A Narrative: "Dreaming Aloud"
1
He was a Nazi, serenely vile, inviting us to kill him, not caring whether we did so or not. "Which of you will pull the trigger?" he inquired. "It is a great honor, even in dreams, to kill one as consummately cruel as me. It is an open-and-shut case. The question here is not whether I should be shot, but which of you two will do it."
The two of us were me and my girl friend, both members of an underground easily conjured, or continued, after watching a movie together earlier that evening about the Nazi occupation of Poland. The film was Ernst Lubitsch's "To Be Or Not To Be," about a Jewish Warsaw theater troupe that must pretend to be S.S. officers and later a Nazi entourage with the crowning presence, a la Quentin Tarantino's "Inglourious Basterds," of Hitler in it.
"Well," the Nazi said, "which one of you is to pull the trigger. This is taking forever and dreams like this aren't supposed to last longer than a few moments."
2
He was as Nazi as they come, as exact a stereotype as my subconscious could construct, and deserving of death. "It isn't often you get the chance to be the instrument of your own deliverance," he said, tied to a chair which he could position to face either of us. "All one of you has to do is pull the trigger."
3
He was a Nazi, "Eichmann-grade" as a friend used to say whenever we talked about latter-day embodiments of evil such as Pol Pot and Augusto Pinochet. He knew he was on loan to my dream as some lifelike verisimilitude of villainy. "Men wish to kill me as often as they wish to sleep with Helen of Troy," he said with pitying pride. "Personally, I would prefer a night with Cleopatra, but then I know what it is to kill as fulfillment of a lifelong ambition. Date rape of a goddess is a pleasure I have not known and, if one of you fulfills this dream, shall never know."
4
He was a Nazi, worth killing just to keep his hands off Marilyn Monroe or any other archetype of universally agreed upon beauty.
I wanted my girlfriend who held him at gunpoint and who had lost her father in WWII to do the honors. Vengeance was rightfully hers, especially since she didn't believe in God, and so was not usurping a divine right. But I knew it was for her to decide.
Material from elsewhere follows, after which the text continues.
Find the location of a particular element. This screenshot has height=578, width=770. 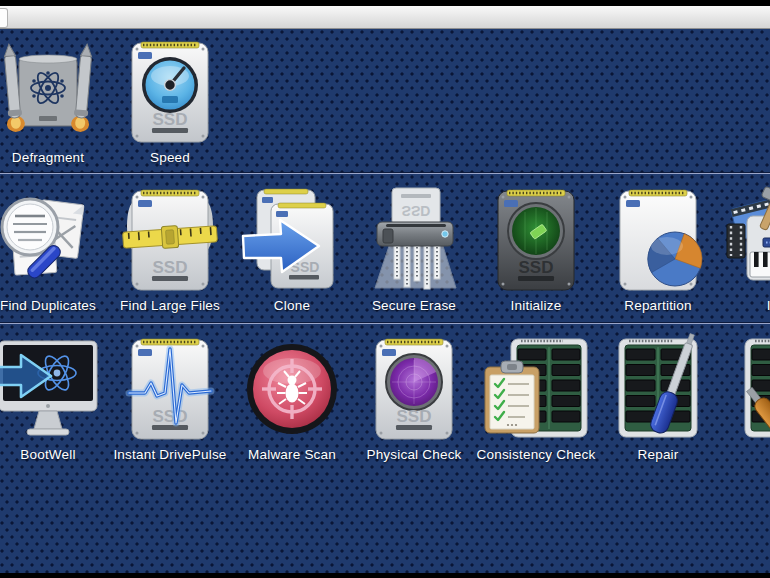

She handed me the gun. "Here, Shylock," she said, "You've got 6 million reasons. I've only got one."
5
He was a Nazi, strangely venerable in his commitment to evil, exquisitely comfortable in his willingness to represent glint-free darkness. He asked us for a cigarette. Mo pulled a pack of Merit's from a yellow faux-leather handbag. She proffered one to him. "As you can see," the Nazi said, "my hands are tied. Can you do me the favor of placing it between my lips and lighting it?'
She did as she was told.
6
He was a Nazi, both rigorous and relaxed at his occupation. He inhaled deeply and let out a filigree of smoke that would have impressed anyone who saw it. "I suppose you think I am dreading the moment of my execution," he said. "Or maybe you think I shall have the reward of making one of you become like me. Neither is true because neither would change the fact that I have done everything in my life that I set out to do. There is no unfinished business. None whatsoever."
7
He was a Nazi, as practiced and proficient in embodying evil as time and circumstance would allow. "Did you hate each Jew you killed?" I asked him, wanting to scratch my suddenly itching nose with the nozzle of the gun.
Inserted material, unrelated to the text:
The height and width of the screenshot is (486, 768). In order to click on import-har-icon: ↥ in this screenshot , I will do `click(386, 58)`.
"David," he said, "I am no white dog German shepherd trained to kill on sight. If anything, I am a dog catcher, sending unwanted strays to the pound. I pride myself on the distinct lack of pleasure or reward I take from my job. It is a duty. I am not stupid enough to suppose we could not, by some caprice of karma, trade places. That is what I hate and love most about this job: the sheer interchangeability of victim and victimizer. This time I get the luck of the draw. Why be boastful about one winning hand?"
8
He was a Nazi, and he was annoyed with his dualistic world where all flesh could not be his own. "If it is any consolation," he told me, "you can flip a coin to see which one of you will kill me. Heads it's you, David; tails it's your girlfriend."
"I have a name," Mo interjected.
"In circumstances such as this," he reminded, "everyone is an alias for the dreamer, even me."
"I no longer fear that I harbor your depths or its needs," I said.
"Then why am I here?" he asked. "So you can kill the part of you I symbolize."
"Bullshit," my girlfriend hissed, grabbing the gun from my hand. "You are here to be forgiven."
"But I don't wish to be forgiven," the Nazi said, his face enwreathed in cigarette smoke.
"What do your wishes have to do with this?"
9
He was a Nazi, a fact which no longer seemed to bother me or interest him. "Shoot at his feet, shoot the heels off his boots," my girlfriend ordered. "The God I don't believe in and the God you do both need to have fun."
"Give me back the gun, Mo," I commanded. She did as I requested. "Your time is up," I told the Nazi, loosening the ropes so they fell to the floor.
I took aim, slowly pressed the trigger, and asked, as I prepared to fire, "Care to dance, mien commandant?"